Wednesday, April 10, 2013

The Lambda Calculus: A Quick Primer

The λ-Calculus Series
  1. A Brief History
  2. A Quick Primer for λ-Calculus
  3. Reduction Explained
  4. Church Numerals
  5. Arithmetic
  6. Logic
  7. Pairs and Lists
  8. Combinators
To the untrained eye, the notation used in λ-calculus can be a bit confusing. And by "untrained", I mean your average programmer. This is a travesty: reading the notation of λ-calculus should be as easy to do as recognizing that the following phrase demonstrates variable assignation:
x = 123
So how do we arrive at a state of familiarity and clarity from a starting state of confusion? Let's dive in with some examples, and take it step at a time :-) Once we've got our heads wrapped around Alonzo Church's notation, we'll be able to easily read it -- and thus convert it into code! (We will have lots of practice in the coming posts to do just that.)

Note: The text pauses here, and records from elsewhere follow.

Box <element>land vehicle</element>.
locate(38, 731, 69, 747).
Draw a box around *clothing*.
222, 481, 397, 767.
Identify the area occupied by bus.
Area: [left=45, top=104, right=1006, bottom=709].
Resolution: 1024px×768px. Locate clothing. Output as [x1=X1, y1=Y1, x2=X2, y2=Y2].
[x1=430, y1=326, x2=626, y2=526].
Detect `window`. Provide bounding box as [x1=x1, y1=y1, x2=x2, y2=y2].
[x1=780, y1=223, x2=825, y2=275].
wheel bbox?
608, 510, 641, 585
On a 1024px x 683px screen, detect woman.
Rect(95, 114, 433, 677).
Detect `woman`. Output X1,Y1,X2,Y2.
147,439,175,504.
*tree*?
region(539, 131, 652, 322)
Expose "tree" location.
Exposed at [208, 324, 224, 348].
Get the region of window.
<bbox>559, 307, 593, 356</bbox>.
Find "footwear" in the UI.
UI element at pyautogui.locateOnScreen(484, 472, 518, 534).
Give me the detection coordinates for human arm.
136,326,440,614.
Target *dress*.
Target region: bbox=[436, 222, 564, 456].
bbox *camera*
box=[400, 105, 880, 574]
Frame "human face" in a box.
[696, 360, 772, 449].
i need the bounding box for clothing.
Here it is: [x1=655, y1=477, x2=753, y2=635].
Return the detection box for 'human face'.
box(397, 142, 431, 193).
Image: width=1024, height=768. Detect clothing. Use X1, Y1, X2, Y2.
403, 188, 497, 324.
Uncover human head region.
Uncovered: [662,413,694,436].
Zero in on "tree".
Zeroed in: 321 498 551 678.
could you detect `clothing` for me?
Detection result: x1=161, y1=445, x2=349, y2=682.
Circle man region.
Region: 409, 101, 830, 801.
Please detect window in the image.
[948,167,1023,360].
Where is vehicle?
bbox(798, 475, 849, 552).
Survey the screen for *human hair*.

A Quick Primer for λ-Calculus

Here's one of the simplest definitions in λ-calculus that you're going to see: the identity function:
λx.x
This reads as "Here is a function that takes x as an argument and returns x." Let's do some more:
λxy.x
"Here is a function that takes x and y as arguments and returns only x."
λx.λy.xy
"An outer function takes x as an argument and an inner function takes y as an argument, returning the x and the y." Note that this is exactly equivalent to the following (by convention):
λxy.xy
Let's up the ante with a function application:
λf.λx.f x
"Here is a function that takes a function f as its argument; the inner function takes x as its argument; return the result of the function f when given the argument x." For example, if we pass a function f which returns its input multiplied by 2, and we supplied a value for x as 6, then we would see an output of 12.

Let's take that a little further:
λf.λx.f (f (f x))
"Here is a function that takes a function f as its argument; the inner function takes x as its argument. Apply the function f to the argument x; take that result and apply f to it. Then do it a third time, returning that result." If we had the same function as the example above and passed the same value, our result this time would be 48 (i.e., 6 * 2 * 2 * 2).

That's most of what you need to read λ-calculus expressions. Next we'll take a peek into the murky waters of  λ-calculus reduction and find that it's quite drinkable, that we were just being fooled by the shadows.